Trees need a long enough summer to grow and reproduce. The rule of thumb is a mean July temperature of around 10°C — below that, the growing season is too short and the ground stays frozen too deep for roots to take hold. North of this line you’re in the Barrenlands: tundra, permafrost, lichen, and a horizon that goes on forever. The transition happens in about fifty metres.
Stop at the sign. It’s more than a little eerie.
Tuktoyaktuk
We’d been planning this trip for more than a year. It had started as a cool idea from a YouTube video and slowly became something we actually believed we could do. Cresting the last hill and seeing the lights of Tuktoyaktuk appear out of the tundra was genuinely emotional. We noticed the pingos first, getting more frequent as we got closer, until suddenly there was a town. A pingo is an ice-cored hill: pressurised groundwater migrates through the permafrost, gets trapped, and as it freezes it expands and domes the surface upward into a cone. They can reach 50 metres high. The Tuk area has around 1,400 of them — the largest concentration in the world — because the Mackenzie Delta’s hydrology and the local permafrost create near-perfect conditions for their formation.
Tuk is exactly what you’d expect and also completely surreal. There’s a “Land of the Pingos” sign and an Arctic Ocean sign, both of which exist for the specific purpose of people getting their photo taken in front of them. We did both, obviously.
Camping: There’s paid camping near the Arctic Ocean sign, which is your best bet. Electrical hookup is technically available, delivered via extension cords strung across about fifty metres of tundra. It works. Sort of.
The currents at the main tourist beach are serious and dangerous. For a swim in the Arctic Ocean — and you should — head instead to the beach near the RCMP station. Much safer.
After your swim, go to Grandma’s Kitchen and ask for country food. We had muktuk — beluga whale blubber — and dry fish. Cash only.
The tourist information office hands out certificates — including one for reaching the Arctic Ocean, and possibly one for the Arctic Circle (which you can also pick up in Inuvik if you missed it there).
The drive south
We arrived in Tuk in late August, and the timing turned out to be one of the best decisions we made.

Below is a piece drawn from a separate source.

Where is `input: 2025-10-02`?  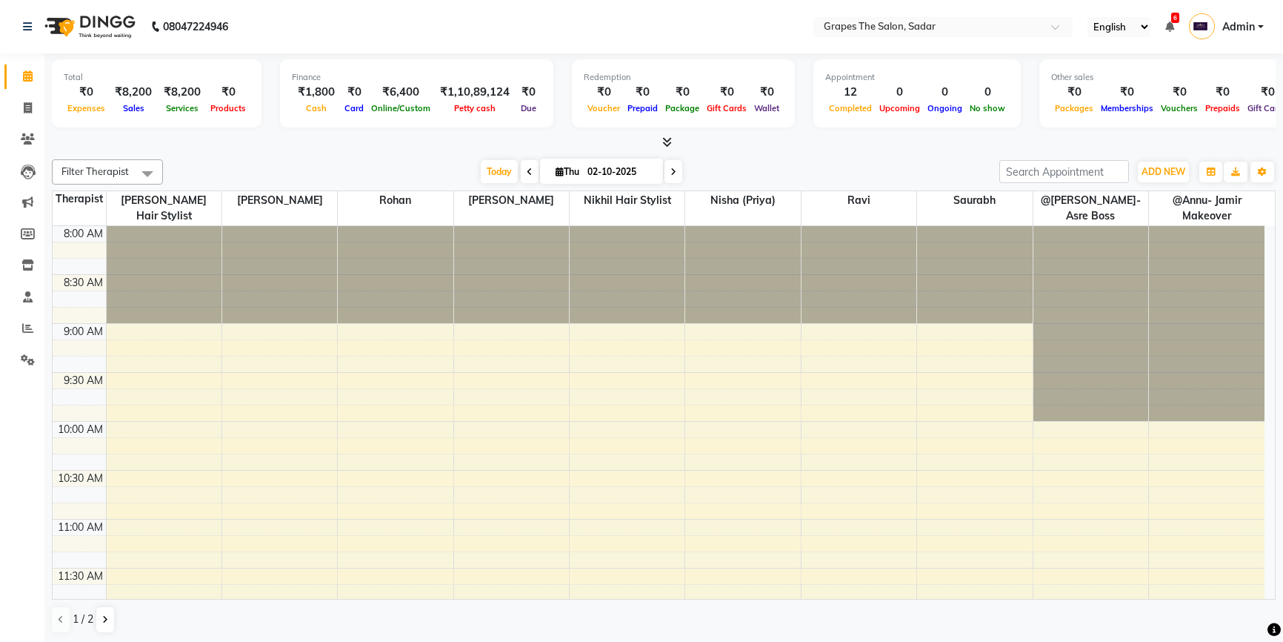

The fall colours were already starting on the way north — hints of gold in the willows, a blush of red on the tundra. By the time we were heading south they were in full effect, and by the time we reached Tombstone, every mountain was covered in rich gold and crimson. Arctic tundra turns fast and bright.
If you can give yourself a relaxed return schedule, do it. We essentially got three weeks of peak autumn as we worked our way south, the colours following us down through the elevation and latitude bands. It’s not something you’d get rushing back.
Late August also means the bugs are mostly done. It had been cold enough at night for a few weeks to knock them back — not seriously cold, but toque-in-the-morning cold. Compared to what some people report on the Dempster in July, we barely noticed them.